Aside from the uninspiring and atrocious style of football played in the league, League football matches are now tinged with trepidation and a sense of foreboding. Smaller countries with smaller populations and resources are doing better than us in football. While we have regressed, countries that were deemed inconsequential when it comes to African football have all progressed tremendously and left us behind. The likes of Ghana have a better league than Nigeria. DR Congo has a better league. Tanzania has a better league. Kenya has a better league. Zambia has a better league. There’s no point even mentioning Egypt, South Africa, Morocco, Algeria and Tunisia. Yet only Morocco, Tunisia, and Cameroon have been to more World Cups than Nigeria. Only Egypt, Cameroon and Ghana have won more AFCONS.

While it is imperative to address the challenges facing our local league as part of an effort to revamp and restructure our football system, we must not forget the elephant in the room: the Nigerian football federation. Every blame for not qualifying for the World Cup for the second time in a row must go on the NFF. The organisation appears to have ditched its primary responsibility of providing the needed support for our football teams across all levels and ensuring that the conditions are right for us to perform excellently and triumph in any football tournament. It has largely become an entity perennially embroiled in money-related scandals and controversies.

A country like Nigeria, a nation that was a football powerhouse a little over a decade ago, missing the World Cup for a second consecutive time is disgraceful, unacceptable and unforgivable. Heads must roll. The federal government must call the bluff of FIFA and step in to salvage what is left of our slumbering giant. For far too long, the football administrators in this country have been shielded from needed scrutiny and probes owing to an impeding FIFA rule that bars the government from meddling in the affairs and activities of its national football association.
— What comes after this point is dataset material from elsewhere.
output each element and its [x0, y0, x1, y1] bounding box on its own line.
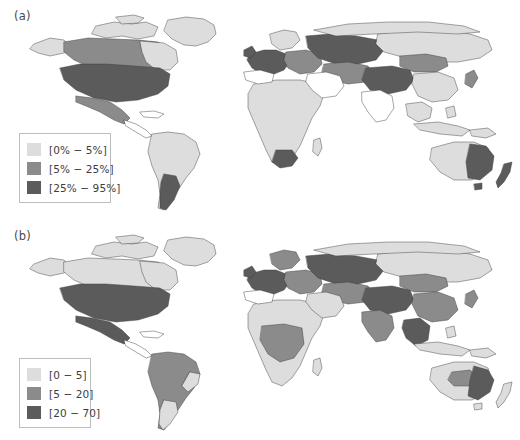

However, the NFF has abused this rule as they have repeatedly engaged in actions that not only undermine the growth of football in Nigeria but also sabotage the careers of Nigerian players in their prime. The government will have to set aside the FIFA law and step in to wield the big stick and restore some normalcy and sanity in the organisation. International law should simply not be allowed to stand in the way of national reckoning and positive radical changes. Nigerians want to see swift and far-reaching changes in the way the body tasked with running the nation’s most important football organisation is managed. Many believe only the government can take the bold, decisive and audacious steps to bring about the overhaul and changes they yearn for because to expect such changes from the very men who have brought us to where we are now is to expect a famished lion to treat its prey nicely and not devour it.

For Nigerians, football is not just a sport; it is a way of life. It is more than a recreational activity. It is a cord of unity that binds millions of people from different tribes together. It is a thread with which hundreds of heterogeneous groups are woven into a colourful and beautiful filigree. It is a tool of national cohesion. We’ve allowed this precious and important sport to deteriorate abysmally, we’ve left it in the hands of corrupt and unscrupulous charlatans masquerading as knowledgeable, astute and pragmatic administrators. Time to do away with them. We can no longer pretend we don’t know how bad the situation is, we can no longer continue papering over cracks, and we can no longer hope things somehow take a life of their own and course correct. We must act with urgency, with purpose and above all with determination and political will to get it right.